One of the most interesting parts of farming at Atlanta History Center is researching and growing historic plants available in Georgia in the 1860s. I’m often asked, “What is the coolest thing you grow?” There is no easy answer, but one of the best plant stories I have (supported by resources at our own Cherokee Garden Library) is the Carolina African runner peanut.
Peanuts (Arachis hypogaea), like many foods associated with the South, came to the United States via the transatlantic slave trade. Though peanuts originated in South America, the Portuguese and Spanish carried the plant first to West Africa. There, peanuts are called “groundnuts” because their stalks grow “pegs” under the flowers, pushing seed pods into the ground.
Many 18th-century writers observed peanut cultivation in Jamaica. Sir Hans Sloane, an Irish physician, naturalist, and collector, wrote that peanuts were used to feed enslaved people on the forced passage across the Atlantic Ocean. Henry Barham, an English writer and physician in Jamaica, noted that an enslaved person’s garden was the first place he saw peanuts and that enslaved people called them “gub-a-gubs” or “ground nuts.”
The first and only peanut in the earliest years of our country was the Carolina African runner, a variety with spreading vines and small seed pods. Peanuts do best in warm soil and require a long growing season. As a result, they were easily cultivated throughout the South. In 19th century Southern kitchens, many run by enslaved people, peanuts were boiled, ground into meal for fritters, candied, mashed, and decocted into hot beverages, roasted, or pressed into oil.
For many reasons, including their size, productivity, and disease resistance, the familiar Virginia peanut became more popular than Carolina African runners during the Civil War. The last Carolina African runners were grown commercially in the 1920s. By the 1950s, the variety was thought to be extinct.
In 2013, Dr. David Shields of the Carolina Gold Rice Foundation found 40 seeds of this variety in a North Carolina State University seed bank. The university sent 20 seeds to Dr. Brian Ward, an organic agriculture research scientist at Clemson Coastal Research and Education Center. Twelve seeds germinated, and he and Dr. Shields compared the mature plants to a photo from the Sloane Collection at the Natural History Museum in London for confirmation.
From those 12 plants, they harvested approximately 1,200 seeds in 2013—increasing to 60,000 in 2014; one million in 2015; 15 million in 2016. Now, seeds are once again available commercially.
Goizueta Gardens started growing Carolina African runners on Smith Farm in 2017. Each summer since, we plant a few rows alongside heirloom crops. From grasses in the meadow to fruit trees in the orchard to peanuts in the field, Living Collections at the farm are supported by research materials from Cherokee Garden Library.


Requirement: Leave the pictures out while you restate every entry below word for word.

Dataset content:
◇ ◇ ◇ ◇ ◇

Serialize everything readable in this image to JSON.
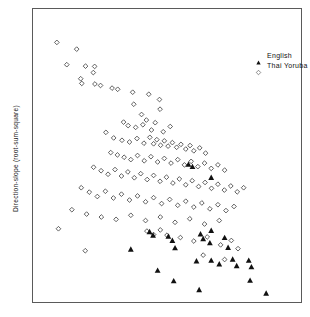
{
  "figure": {
    "ylabel": "Direction-slope (root-sum-square)",
    "xlabel": "",
    "title": "",
    "frame_color": "#5a5a5a",
    "background": "#ffffff"
  },
  "legend": {
    "position": "top-right",
    "entries": [
      {
        "label": "English",
        "marker": "filled-triangle-icon",
        "color": "#111111"
      },
      {
        "label": "Thai Yoruba",
        "marker": "open-diamond-icon",
        "color": "#444444"
      }
    ]
  },
  "chart_data": {
    "type": "scatter",
    "title": "",
    "xlabel": "",
    "ylabel": "Direction-slope (root-sum-square)",
    "xlim": [
      0,
      100
    ],
    "ylim": [
      0,
      100
    ],
    "grid": false,
    "axis_ticks": false,
    "legend_position": "top-right",
    "series": [
      {
        "name": "Thai Yoruba",
        "marker": "open-diamond",
        "color": "#444444",
        "points": [
          [
            8.9,
            88.6
          ],
          [
            16.3,
            86.3
          ],
          [
            12.6,
            81.0
          ],
          [
            19.6,
            80.5
          ],
          [
            23.0,
            80.4
          ],
          [
            22.5,
            78.3
          ],
          [
            17.8,
            76.2
          ],
          [
            18.2,
            74.6
          ],
          [
            23.1,
            74.4
          ],
          [
            25.2,
            73.9
          ],
          [
            29.5,
            73.0
          ],
          [
            31.6,
            72.6
          ],
          [
            37.2,
            71.6
          ],
          [
            43.2,
            70.9
          ],
          [
            37.6,
            67.5
          ],
          [
            47.2,
            69.1
          ],
          [
            47.4,
            65.8
          ],
          [
            40.5,
            64.0
          ],
          [
            42.3,
            62.1
          ],
          [
            33.8,
            61.4
          ],
          [
            35.5,
            60.2
          ],
          [
            38.3,
            59.6
          ],
          [
            41.0,
            60.5
          ],
          [
            44.2,
            58.7
          ],
          [
            45.6,
            61.2
          ],
          [
            48.6,
            58.1
          ],
          [
            51.2,
            59.9
          ],
          [
            27.2,
            57.9
          ],
          [
            30.1,
            56.0
          ],
          [
            33.2,
            55.2
          ],
          [
            36.0,
            54.6
          ],
          [
            38.8,
            55.8
          ],
          [
            41.4,
            54.2
          ],
          [
            43.6,
            56.2
          ],
          [
            45.0,
            54.0
          ],
          [
            46.2,
            55.4
          ],
          [
            47.6,
            53.5
          ],
          [
            49.0,
            55.0
          ],
          [
            50.4,
            53.2
          ],
          [
            52.0,
            54.4
          ],
          [
            53.6,
            52.8
          ],
          [
            55.2,
            53.8
          ],
          [
            57.0,
            52.2
          ],
          [
            58.6,
            53.4
          ],
          [
            60.0,
            51.6
          ],
          [
            62.2,
            52.6
          ],
          [
            64.4,
            50.8
          ],
          [
            29.0,
            51.0
          ],
          [
            31.5,
            50.2
          ],
          [
            34.0,
            49.4
          ],
          [
            36.5,
            48.6
          ],
          [
            39.0,
            50.0
          ],
          [
            41.5,
            48.2
          ],
          [
            44.0,
            49.6
          ],
          [
            46.5,
            47.8
          ],
          [
            49.0,
            49.0
          ],
          [
            51.5,
            47.4
          ],
          [
            54.0,
            48.6
          ],
          [
            56.5,
            46.8
          ],
          [
            59.0,
            48.0
          ],
          [
            61.5,
            46.2
          ],
          [
            64.0,
            47.4
          ],
          [
            66.5,
            45.6
          ],
          [
            69.0,
            46.8
          ],
          [
            71.5,
            45.0
          ],
          [
            22.6,
            46.0
          ],
          [
            25.4,
            44.8
          ],
          [
            28.0,
            43.6
          ],
          [
            30.6,
            45.2
          ],
          [
            33.0,
            43.0
          ],
          [
            35.4,
            44.4
          ],
          [
            37.8,
            42.4
          ],
          [
            40.2,
            43.8
          ],
          [
            42.6,
            41.8
          ],
          [
            45.0,
            43.2
          ],
          [
            47.4,
            41.2
          ],
          [
            49.8,
            42.6
          ],
          [
            52.2,
            40.6
          ],
          [
            54.6,
            42.0
          ],
          [
            57.0,
            40.0
          ],
          [
            59.4,
            41.4
          ],
          [
            61.8,
            39.4
          ],
          [
            64.2,
            40.8
          ],
          [
            66.6,
            38.8
          ],
          [
            69.0,
            40.2
          ],
          [
            71.4,
            38.2
          ],
          [
            73.8,
            39.6
          ],
          [
            76.2,
            37.6
          ],
          [
            78.6,
            39.0
          ],
          [
            18.0,
            39.0
          ],
          [
            21.0,
            37.5
          ],
          [
            24.0,
            36.0
          ],
          [
            27.0,
            37.8
          ],
          [
            30.0,
            35.5
          ],
          [
            33.0,
            36.8
          ],
          [
            36.0,
            34.8
          ],
          [
            39.0,
            36.2
          ],
          [
            42.0,
            34.2
          ],
          [
            45.0,
            35.6
          ],
          [
            48.0,
            33.6
          ],
          [
            51.0,
            35.0
          ],
          [
            54.0,
            33.0
          ],
          [
            57.0,
            34.4
          ],
          [
            60.0,
            32.4
          ],
          [
            63.0,
            33.8
          ],
          [
            66.0,
            31.8
          ],
          [
            69.0,
            33.2
          ],
          [
            72.0,
            31.2
          ],
          [
            75.0,
            32.6
          ],
          [
            14.5,
            31.5
          ],
          [
            20.0,
            30.0
          ],
          [
            25.5,
            29.0
          ],
          [
            31.0,
            28.2
          ],
          [
            36.5,
            29.6
          ],
          [
            42.0,
            27.8
          ],
          [
            47.5,
            29.0
          ],
          [
            53.0,
            27.2
          ],
          [
            58.5,
            28.4
          ],
          [
            64.0,
            26.6
          ],
          [
            69.5,
            27.8
          ],
          [
            9.5,
            25.0
          ],
          [
            19.5,
            17.5
          ],
          [
            42.5,
            24.2
          ],
          [
            45.0,
            23.0
          ],
          [
            47.5,
            24.6
          ],
          [
            50.0,
            22.8
          ],
          [
            55.0,
            22.0
          ],
          [
            60.0,
            20.8
          ],
          [
            65.0,
            22.2
          ],
          [
            70.0,
            19.5
          ],
          [
            74.0,
            21.0
          ],
          [
            76.5,
            18.2
          ],
          [
            63.5,
            16.0
          ],
          [
            71.5,
            14.5
          ]
        ]
      },
      {
        "name": "English",
        "marker": "filled-triangle",
        "color": "#111111",
        "points": [
          [
            58.0,
            47.0
          ],
          [
            59.5,
            46.2
          ],
          [
            66.5,
            42.5
          ],
          [
            43.5,
            24.0
          ],
          [
            44.8,
            22.8
          ],
          [
            50.5,
            22.4
          ],
          [
            52.0,
            21.0
          ],
          [
            53.0,
            18.5
          ],
          [
            62.5,
            23.2
          ],
          [
            66.5,
            24.4
          ],
          [
            63.5,
            21.6
          ],
          [
            66.0,
            20.2
          ],
          [
            71.5,
            22.0
          ],
          [
            72.8,
            18.6
          ],
          [
            36.5,
            18.0
          ],
          [
            61.0,
            14.0
          ],
          [
            66.5,
            14.2
          ],
          [
            69.5,
            13.0
          ],
          [
            74.5,
            14.6
          ],
          [
            76.0,
            12.4
          ],
          [
            80.5,
            14.2
          ],
          [
            81.5,
            12.0
          ],
          [
            46.5,
            10.8
          ],
          [
            52.5,
            7.2
          ],
          [
            81.0,
            7.4
          ],
          [
            62.0,
            4.2
          ],
          [
            87.0,
            3.0
          ]
        ]
      }
    ]
  }
}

◇ ◇ ◇ ◇ ◇

Exercise solution:
Serialize everything readable in this image to JSON.
{
  "figure": {
    "ylabel": "Direction-slope (root-sum-square)",
    "xlabel": "",
    "title": "",
    "frame_color": "#5a5a5a",
    "background": "#ffffff"
  },
  "legend": {
    "position": "top-right",
    "entries": [
      {
        "label": "English",
        "marker": "filled-triangle-icon",
        "color": "#111111"
      },
      {
        "label": "Thai Yoruba",
        "marker": "open-diamond-icon",
        "color": "#444444"
      }
    ]
  },
  "chart_data": {
    "type": "scatter",
    "title": "",
    "xlabel": "",
    "ylabel": "Direction-slope (root-sum-square)",
    "xlim": [
      0,
      100
    ],
    "ylim": [
      0,
      100
    ],
    "grid": false,
    "axis_ticks": false,
    "legend_position": "top-right",
    "series": [
      {
        "name": "Thai Yoruba",
        "marker": "open-diamond",
        "color": "#444444",
        "points": [
          [
            8.9,
            88.6
          ],
          [
            16.3,
            86.3
          ],
          [
            12.6,
            81.0
          ],
          [
            19.6,
            80.5
          ],
          [
            23.0,
            80.4
          ],
          [
            22.5,
            78.3
          ],
          [
            17.8,
            76.2
          ],
          [
            18.2,
            74.6
          ],
          [
            23.1,
            74.4
          ],
          [
            25.2,
            73.9
          ],
          [
            29.5,
            73.0
          ],
          [
            31.6,
            72.6
          ],
          [
            37.2,
            71.6
          ],
          [
            43.2,
            70.9
          ],
          [
            37.6,
            67.5
          ],
          [
            47.2,
            69.1
          ],
          [
            47.4,
            65.8
          ],
          [
            40.5,
            64.0
          ],
          [
            42.3,
            62.1
          ],
          [
            33.8,
            61.4
          ],
          [
            35.5,
            60.2
          ],
          [
            38.3,
            59.6
          ],
          [
            41.0,
            60.5
          ],
          [
            44.2,
            58.7
          ],
          [
            45.6,
            61.2
          ],
          [
            48.6,
            58.1
          ],
          [
            51.2,
            59.9
          ],
          [
            27.2,
            57.9
          ],
          [
            30.1,
            56.0
          ],
          [
            33.2,
            55.2
          ],
          [
            36.0,
            54.6
          ],
          [
            38.8,
            55.8
          ],
          [
            41.4,
            54.2
          ],
          [
            43.6,
            56.2
          ],
          [
            45.0,
            54.0
          ],
          [
            46.2,
            55.4
          ],
          [
            47.6,
            53.5
          ],
          [
            49.0,
            55.0
          ],
          [
            50.4,
            53.2
          ],
          [
            52.0,
            54.4
          ],
          [
            53.6,
            52.8
          ],
          [
            55.2,
            53.8
          ],
          [
            57.0,
            52.2
          ],
          [
            58.6,
            53.4
          ],
          [
            60.0,
            51.6
          ],
          [
            62.2,
            52.6
          ],
          [
            64.4,
            50.8
          ],
          [
            29.0,
            51.0
          ],
          [
            31.5,
            50.2
          ],
          [
            34.0,
            49.4
          ],
          [
            36.5,
            48.6
          ],
          [
            39.0,
            50.0
          ],
          [
            41.5,
            48.2
          ],
          [
            44.0,
            49.6
          ],
          [
            46.5,
            47.8
          ],
          [
            49.0,
            49.0
          ],
          [
            51.5,
            47.4
          ],
          [
            54.0,
            48.6
          ],
          [
            56.5,
            46.8
          ],
          [
            59.0,
            48.0
          ],
          [
            61.5,
            46.2
          ],
          [
            64.0,
            47.4
          ],
          [
            66.5,
            45.6
          ],
          [
            69.0,
            46.8
          ],
          [
            71.5,
            45.0
          ],
          [
            22.6,
            46.0
          ],
          [
            25.4,
            44.8
          ],
          [
            28.0,
            43.6
          ],
          [
            30.6,
            45.2
          ],
          [
            33.0,
            43.0
          ],
          [
            35.4,
            44.4
          ],
          [
            37.8,
            42.4
          ],
          [
            40.2,
            43.8
          ],
          [
            42.6,
            41.8
          ],
          [
            45.0,
            43.2
          ],
          [
            47.4,
            41.2
          ],
          [
            49.8,
            42.6
          ],
          [
            52.2,
            40.6
          ],
          [
            54.6,
            42.0
          ],
          [
            57.0,
            40.0
          ],
          [
            59.4,
            41.4
          ],
          [
            61.8,
            39.4
          ],
          [
            64.2,
            40.8
          ],
          [
            66.6,
            38.8
          ],
          [
            69.0,
            40.2
          ],
          [
            71.4,
            38.2
          ],
          [
            73.8,
            39.6
          ],
          [
            76.2,
            37.6
          ],
          [
            78.6,
            39.0
          ],
          [
            18.0,
            39.0
          ],
          [
            21.0,
            37.5
          ],
          [
            24.0,
            36.0
          ],
          [
            27.0,
            37.8
          ],
          [
            30.0,
            35.5
          ],
          [
            33.0,
            36.8
          ],
          [
            36.0,
            34.8
          ],
          [
            39.0,
            36.2
          ],
          [
            42.0,
            34.2
          ],
          [
            45.0,
            35.6
          ],
          [
            48.0,
            33.6
          ],
          [
            51.0,
            35.0
          ],
          [
            54.0,
            33.0
          ],
          [
            57.0,
            34.4
          ],
          [
            60.0,
            32.4
          ],
          [
            63.0,
            33.8
          ],
          [
            66.0,
            31.8
          ],
          [
            69.0,
            33.2
          ],
          [
            72.0,
            31.2
          ],
          [
            75.0,
            32.6
          ],
          [
            14.5,
            31.5
          ],
          [
            20.0,
            30.0
          ],
          [
            25.5,
            29.0
          ],
          [
            31.0,
            28.2
          ],
          [
            36.5,
            29.6
          ],
          [
            42.0,
            27.8
          ],
          [
            47.5,
            29.0
          ],
          [
            53.0,
            27.2
          ],
          [
            58.5,
            28.4
          ],
          [
            64.0,
            26.6
          ],
          [
            69.5,
            27.8
          ],
          [
            9.5,
            25.0
          ],
          [
            19.5,
            17.5
          ],
          [
            42.5,
            24.2
          ],
          [
            45.0,
            23.0
          ],
          [
            47.5,
            24.6
          ],
          [
            50.0,
            22.8
          ],
          [
            55.0,
            22.0
          ],
          [
            60.0,
            20.8
          ],
          [
            65.0,
            22.2
          ],
          [
            70.0,
            19.5
          ],
          [
            74.0,
            21.0
          ],
          [
            76.5,
            18.2
          ],
          [
            63.5,
            16.0
          ],
          [
            71.5,
            14.5
          ]
        ]
      },
      {
        "name": "English",
        "marker": "filled-triangle",
        "color": "#111111",
        "points": [
          [
            58.0,
            47.0
          ],
          [
            59.5,
            46.2
          ],
          [
            66.5,
            42.5
          ],
          [
            43.5,
            24.0
          ],
          [
            44.8,
            22.8
          ],
          [
            50.5,
            22.4
          ],
          [
            52.0,
            21.0
          ],
          [
            53.0,
            18.5
          ],
          [
            62.5,
            23.2
          ],
          [
            66.5,
            24.4
          ],
          [
            63.5,
            21.6
          ],
          [
            66.0,
            20.2
          ],
          [
            71.5,
            22.0
          ],
          [
            72.8,
            18.6
          ],
          [
            36.5,
            18.0
          ],
          [
            61.0,
            14.0
          ],
          [
            66.5,
            14.2
          ],
          [
            69.5,
            13.0
          ],
          [
            74.5,
            14.6
          ],
          [
            76.0,
            12.4
          ],
          [
            80.5,
            14.2
          ],
          [
            81.5,
            12.0
          ],
          [
            46.5,
            10.8
          ],
          [
            52.5,
            7.2
          ],
          [
            81.0,
            7.4
          ],
          [
            62.0,
            4.2
          ],
          [
            87.0,
            3.0
          ]
        ]
      }
    ]
  }
}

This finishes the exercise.